What is the Fourth Wave of Feminism Tackling?
Deepika Anand, Features Section Editor, BA Politics and International Relations
The Fourth Wave of feminism (c. 2012-present) is primarily said to be driven by digital activism, intersectionality, and a sustained focus on sexual violence, harassment, body shaming, and workplace inequality. The first is defined by the fight for legal rights and suffrage. The second by structural and social liberalism, and the third by identity and intersectionality. The movement has achieved significant milestones, including securing voting rights and promoting diversity. However, this popular view of the Feminist movement is relatively narrow.
The use of the ‘wave’ metaphor is widely debated. It probably caught on because it neatly boxes periods of the movement into memorable phases, which is also suitable for headlines.
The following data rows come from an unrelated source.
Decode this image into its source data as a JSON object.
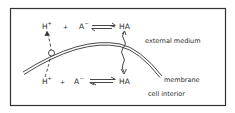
{
  "diagram": {
    "outer": {
      "top": {
        "hplus": "H",
        "hplus_sup": "+",
        "plus": "+",
        "aminus": "A",
        "aminus_sup": "−",
        "ha": "HA"
      },
      "region_label": "external medium"
    },
    "inner": {
      "bottom": {
        "hplus": "H",
        "hplus_sup": "+",
        "plus": "+",
        "aminus": "A",
        "aminus_sup": "−",
        "ha": "HA"
      },
      "region_label": "cell interior"
    },
    "membrane_label": "membrane"
  }
}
Feminist historians argue that this risks oversimplifying and marginalising non-Western activism.
Parallel to the Suffragettes’ fight for the vote, reformers like Savitribai Phule (d.1987) linked women’s education to social reform and caste abolition on the other side of the world. Huda Shaarawi (d.1947), in Egypt, mobilised for women’s education and political rights, alongside nationalist struggles against the British Empire.
As the second wave hailed ‘the personal is political’, feminist movements in South Asia and Africa were working alongside post-independence movements. Confronted with class inequality, they tied gender equality to labour rights. African feminism developed concepts like ‘Motherism’, which focused on community, motherhood, and collective survival, as opposed to Western individualism.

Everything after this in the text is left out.